In an effort to escape his tormentors, Daniel became a danger to himself. We had to place him in a hospital where he could be constantly monitored. My heart would break every night when I went to visit my son. When it came time to leave, he would cling to my leg and would plead with me to take him home again...and he would promise "to be a good boy". I began to understand the parents of the young man who had sat on my lap many years earlier. After all; there is just so much you can take.

My anger at Heavenly Father returned. I could not sleep or work or do anything but fret and fester about my son helpless in a hospital. I was so distracted at work that my employer told me to take a few days off. As I left the building, I noticed a little park nearby. It was overgrown and hardly ever used. I knew it would be a private place and I knew that the prayer I had within me was not a silent prayer. I walked into the park and began to pray in a way I never had before.

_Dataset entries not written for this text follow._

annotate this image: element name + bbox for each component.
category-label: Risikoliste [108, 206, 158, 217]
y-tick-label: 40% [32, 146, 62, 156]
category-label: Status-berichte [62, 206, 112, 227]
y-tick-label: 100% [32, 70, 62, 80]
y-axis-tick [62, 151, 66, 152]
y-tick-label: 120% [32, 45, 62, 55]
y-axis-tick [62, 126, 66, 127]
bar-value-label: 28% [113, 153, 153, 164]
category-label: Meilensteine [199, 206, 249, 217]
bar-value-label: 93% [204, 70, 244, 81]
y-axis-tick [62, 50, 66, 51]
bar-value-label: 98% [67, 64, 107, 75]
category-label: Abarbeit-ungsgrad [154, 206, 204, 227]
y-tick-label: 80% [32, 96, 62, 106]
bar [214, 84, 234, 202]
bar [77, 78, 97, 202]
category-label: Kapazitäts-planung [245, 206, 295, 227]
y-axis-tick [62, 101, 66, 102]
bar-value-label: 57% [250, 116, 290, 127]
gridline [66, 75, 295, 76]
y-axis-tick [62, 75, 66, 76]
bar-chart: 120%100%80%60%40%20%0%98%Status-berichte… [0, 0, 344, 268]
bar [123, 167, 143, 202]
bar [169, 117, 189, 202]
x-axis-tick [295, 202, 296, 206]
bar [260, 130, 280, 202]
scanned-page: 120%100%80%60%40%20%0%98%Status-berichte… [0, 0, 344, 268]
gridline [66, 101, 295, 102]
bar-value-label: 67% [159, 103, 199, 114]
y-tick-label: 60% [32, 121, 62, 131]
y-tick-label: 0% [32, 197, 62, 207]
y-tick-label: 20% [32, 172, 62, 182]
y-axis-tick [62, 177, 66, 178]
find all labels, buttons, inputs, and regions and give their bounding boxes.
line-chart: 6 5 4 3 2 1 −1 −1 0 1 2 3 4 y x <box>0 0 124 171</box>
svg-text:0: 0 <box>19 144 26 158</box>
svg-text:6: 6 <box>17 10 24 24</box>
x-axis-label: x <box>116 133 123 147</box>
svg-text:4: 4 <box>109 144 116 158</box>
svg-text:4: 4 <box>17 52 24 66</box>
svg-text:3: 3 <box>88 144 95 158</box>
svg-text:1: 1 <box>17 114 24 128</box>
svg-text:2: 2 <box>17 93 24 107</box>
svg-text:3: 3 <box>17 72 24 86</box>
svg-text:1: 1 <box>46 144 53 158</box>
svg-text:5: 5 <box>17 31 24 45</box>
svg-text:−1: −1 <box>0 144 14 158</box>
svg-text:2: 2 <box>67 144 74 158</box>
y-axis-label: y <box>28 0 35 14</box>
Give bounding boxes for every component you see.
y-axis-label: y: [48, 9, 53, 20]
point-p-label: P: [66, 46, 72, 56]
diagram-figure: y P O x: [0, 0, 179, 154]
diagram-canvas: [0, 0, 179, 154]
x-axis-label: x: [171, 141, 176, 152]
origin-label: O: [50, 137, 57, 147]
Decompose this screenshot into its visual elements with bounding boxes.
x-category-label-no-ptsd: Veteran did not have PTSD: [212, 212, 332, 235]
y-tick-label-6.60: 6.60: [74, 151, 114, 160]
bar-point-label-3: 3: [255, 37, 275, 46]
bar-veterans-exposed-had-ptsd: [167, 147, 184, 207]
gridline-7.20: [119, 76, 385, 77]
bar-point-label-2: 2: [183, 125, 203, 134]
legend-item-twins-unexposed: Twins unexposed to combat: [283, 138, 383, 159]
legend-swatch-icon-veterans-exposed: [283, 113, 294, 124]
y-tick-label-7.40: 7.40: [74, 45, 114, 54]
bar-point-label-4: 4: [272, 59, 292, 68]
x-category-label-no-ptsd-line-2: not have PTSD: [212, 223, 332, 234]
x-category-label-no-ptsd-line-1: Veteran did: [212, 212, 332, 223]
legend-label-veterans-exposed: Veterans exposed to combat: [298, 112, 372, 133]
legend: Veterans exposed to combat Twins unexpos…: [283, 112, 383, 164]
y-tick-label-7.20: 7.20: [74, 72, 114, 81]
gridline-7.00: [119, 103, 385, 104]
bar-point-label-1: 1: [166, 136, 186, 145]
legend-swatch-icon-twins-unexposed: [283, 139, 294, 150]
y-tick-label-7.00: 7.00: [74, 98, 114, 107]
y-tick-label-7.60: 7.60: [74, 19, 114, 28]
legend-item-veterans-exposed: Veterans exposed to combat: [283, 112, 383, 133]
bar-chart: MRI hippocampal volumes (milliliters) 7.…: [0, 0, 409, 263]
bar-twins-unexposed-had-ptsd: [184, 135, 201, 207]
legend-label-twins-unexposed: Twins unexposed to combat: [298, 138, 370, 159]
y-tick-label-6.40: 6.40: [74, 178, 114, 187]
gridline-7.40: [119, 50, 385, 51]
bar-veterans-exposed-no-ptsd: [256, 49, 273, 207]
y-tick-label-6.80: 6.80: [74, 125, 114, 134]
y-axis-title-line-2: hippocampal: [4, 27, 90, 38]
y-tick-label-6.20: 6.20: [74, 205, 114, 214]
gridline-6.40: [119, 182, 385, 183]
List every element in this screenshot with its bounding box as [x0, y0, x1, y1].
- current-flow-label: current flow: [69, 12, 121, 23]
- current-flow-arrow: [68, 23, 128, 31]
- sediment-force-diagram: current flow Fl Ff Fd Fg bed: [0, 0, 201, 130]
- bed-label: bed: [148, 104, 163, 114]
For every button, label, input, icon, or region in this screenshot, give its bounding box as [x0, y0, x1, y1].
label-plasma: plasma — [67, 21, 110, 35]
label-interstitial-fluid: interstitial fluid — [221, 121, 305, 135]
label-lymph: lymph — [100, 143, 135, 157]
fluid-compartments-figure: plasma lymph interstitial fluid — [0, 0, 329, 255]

I railed in anger. I told Heavenly Father that he was not a merciful God. I complained that He had given me the very thing I had begged Him to spare me. I told Him that if He had an ounce of mercy, He would either end Daniel's life or mine because I could no longer stand by and watch my son suffer so.

What happened next, I count as one of the truly great miracles in my life. I literally felt my Heavenly Father's arms enfold me. The pain and bitterness that was so exquisite and intense just a moment before became a distant memory. The burden that I had carried in to that park was lifted from my shoulders and I felt my Heavenly Father's words enter my heart, "I know what you're going through...I too, had to watch a Son suffer once"

All my life I had been taught and had learned to consider what The Savior went through as he knelt in the Garden of Gethsemane and took upon himself my sins. I had never considered what it must have been like for Heavenly Father to stand aside and watch his Only Begotten Son suffer for the sins of the world and be powerless to stop that suffering lest he frustrate the Plan of Salvation.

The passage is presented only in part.